By Tash Shifrin
25 March 2010The troubled Rural Payments Agency has admitted it will still be ‘some time’ before it fixes the IT systems that have left the £1.6bn Single Payments Scheme for farmers mired in crisis since 2005.
The Commons Public Accounts Committee has repeatedly criticised the RPA and its parent, the Department for the Environment, Food and Rural Affairs. The fiasco has left farmers out of pocket and the department facing costs of hundreds of millions of pounds.
The committee attacked ‘comprehensively poor administration on a grand scale’ in its December report. It focused on the agency’s £350m IT system, which was at risk of becoming obsolete.
Data held in the system remained ‘riddled with errors’, the MPs said. Efforts to keep the IT systems running continued to ‘soak up’ money, with another £84m handed to contractors Accenture in the past two years.
But, in a response buried in Treasury minutes this month, Defra said it only ‘partially’ accepted the PAC’s recommendation that it should draw up a business case for a new IT system.
It said forthcoming European Union negotiations on farming subsidies from 2013 would ‘dictate the IT requirements for the scheme’. This meant fixing the IT systems was ‘likely to run for some time’.
A spokeswoman told Public Finance that the IT overhaul would ‘in large part’ depend on how long EU negotiations went on – ‘something over which the UK does not have control’.
Defra also rejected the PAC’s recommendation that an external organisation should ‘tidy up and clean each claim’. It said this had been estimated to cost up to £100m.
The department admitted it had already spent around £119m to ensure the data that forms the basis of the annual payments was correct, with another £700,000 spent on ‘system changes’ between August and November 2009.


Find each line below that includes "long", then copy it.
= Beginning of Section =
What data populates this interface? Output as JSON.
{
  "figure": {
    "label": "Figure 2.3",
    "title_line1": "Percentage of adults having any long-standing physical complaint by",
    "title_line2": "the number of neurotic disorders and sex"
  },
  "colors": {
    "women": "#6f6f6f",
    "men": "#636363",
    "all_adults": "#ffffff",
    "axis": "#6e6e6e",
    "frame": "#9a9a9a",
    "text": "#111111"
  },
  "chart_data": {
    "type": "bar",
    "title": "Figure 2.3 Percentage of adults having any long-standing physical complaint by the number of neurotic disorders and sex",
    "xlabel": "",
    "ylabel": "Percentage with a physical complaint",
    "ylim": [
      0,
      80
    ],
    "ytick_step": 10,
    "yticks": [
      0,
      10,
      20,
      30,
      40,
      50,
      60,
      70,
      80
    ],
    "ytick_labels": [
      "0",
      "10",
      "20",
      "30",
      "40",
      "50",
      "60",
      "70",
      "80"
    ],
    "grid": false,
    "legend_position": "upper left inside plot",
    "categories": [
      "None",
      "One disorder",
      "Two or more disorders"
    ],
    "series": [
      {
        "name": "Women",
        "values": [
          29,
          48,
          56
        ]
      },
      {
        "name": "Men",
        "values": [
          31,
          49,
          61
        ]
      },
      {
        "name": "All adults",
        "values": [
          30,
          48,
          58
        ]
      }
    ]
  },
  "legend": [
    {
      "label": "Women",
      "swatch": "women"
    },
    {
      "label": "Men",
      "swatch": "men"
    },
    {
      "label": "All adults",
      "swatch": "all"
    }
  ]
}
= End of Section =
▸ **TASK RESULT**:
    "title_line1": "Percentage of adults having any long-standing physical complaint by",
    "title": "Figure 2.3 Percentage of adults having any long-standing physical complaint by the number of neurotic disorders and sex",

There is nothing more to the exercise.